Rationale: this is more readable if serveral queries
are involved in one call. Also, it will be possible
to let AR log EXPLAINs automatically in production
mode, where queries are not even around.
The following constants were renamed:
ActiveModel::Serialization => ActiveModel::Serializable
ActiveModel::Serializers::JSON => ActiveModel::Serializable::JSON
ActiveModel::Serializers::Xml => ActiveModel::Serializable::XML
The main motivation for such a change is that `ActiveModel::Serializers::JSON`
was not actually a serializer, but a module that when included allows the target to be serializable to JSON.
With such changes, we were able to clean up the namespace to add true serializers as the ArraySerializer.
This reverts commit 0e407a9041, reversing
changes made to 533a9f84b0.
Conflicts:
activerecord/lib/active_record/connection_adapters/abstract/schema_statements.rb
activerecord/test/cases/migration_test.rb
This commit contains a simple failing test that demonstrates the behaviour we expect, and a fix. When using `becomes` to transform the type of an object, it should retain any error information that was present on the original instance.
A recent change made to create_table does away with the
need for the block argument. Checking the arity will prevent the
mixing up of the two syntaxes.
The output in Travis is a bit different. The SQLite
documentation (http://www.sqlite.org/eqp.html) warns
output may change dramatically between releases. I
do not want to mock the result set because I want a
real EXPLAIN to happen. I prefer a test that may fail
in future releases than a test that may give false
positives in future releases.
This is a first implementation, EXPLAIN is highly
dependent on the database and I have made some
compromises.
On one hand, the method allows you to run the most
common EXPLAIN and that's it. If you want EXPLAIN
ANALYZE in PostgreSQL you need to do it by hand.
On the other hand, I've tried to construct a string
as close as possible to the ones built by the
respective shells. The rationale is that IMO the
user should feel at home with the output and
recognize it at first sight. Per database.
I don't know whether this implementation is going
to work well. Let's see whether people like it.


THE TASK
All of the data below should be output exactly as given.

----- SUPPLIED MATERIAL -----

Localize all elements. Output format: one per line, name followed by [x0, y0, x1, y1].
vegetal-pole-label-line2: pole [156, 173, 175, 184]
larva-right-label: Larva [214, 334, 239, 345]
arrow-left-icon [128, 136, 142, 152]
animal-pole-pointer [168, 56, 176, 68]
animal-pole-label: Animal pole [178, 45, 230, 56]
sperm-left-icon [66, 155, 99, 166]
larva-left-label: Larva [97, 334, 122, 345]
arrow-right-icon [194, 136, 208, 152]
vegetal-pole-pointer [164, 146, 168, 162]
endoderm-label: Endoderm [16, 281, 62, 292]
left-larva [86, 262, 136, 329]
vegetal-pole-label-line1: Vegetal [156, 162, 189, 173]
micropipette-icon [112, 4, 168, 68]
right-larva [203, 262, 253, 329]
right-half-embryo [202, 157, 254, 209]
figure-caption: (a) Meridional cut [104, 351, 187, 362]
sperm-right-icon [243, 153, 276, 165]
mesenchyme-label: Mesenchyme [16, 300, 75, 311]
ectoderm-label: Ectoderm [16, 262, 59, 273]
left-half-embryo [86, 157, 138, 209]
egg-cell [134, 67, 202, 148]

-----

EXERCISE RESULT
Localize all elements. Output format: one per line, name followed by [x0, y0, x1, y1].
vegetal-pole-label-line2: pole [156, 173, 175, 184]
larva-right-label: Larva [214, 334, 239, 345]
arrow-left-icon [128, 136, 142, 152]
animal-pole-pointer [168, 56, 176, 68]
animal-pole-label: Animal pole [178, 45, 230, 56]
sperm-left-icon [66, 155, 99, 166]
larva-left-label: Larva [97, 334, 122, 345]
arrow-right-icon [194, 136, 208, 152]
vegetal-pole-pointer [164, 146, 168, 162]
endoderm-label: Endoderm [16, 281, 62, 292]
left-larva [86, 262, 136, 329]
vegetal-pole-label-line1: Vegetal [156, 162, 189, 173]
micropipette-icon [112, 4, 168, 68]
right-larva [203, 262, 253, 329]
right-half-embryo [202, 157, 254, 209]
figure-caption: (a) Meridional cut [104, 351, 187, 362]
sperm-right-icon [243, 153, 276, 165]
mesenchyme-label: Mesenchyme [16, 300, 75, 311]
ectoderm-label: Ectoderm [16, 262, 59, 273]
left-half-embryo [86, 157, 138, 209]
egg-cell [134, 67, 202, 148]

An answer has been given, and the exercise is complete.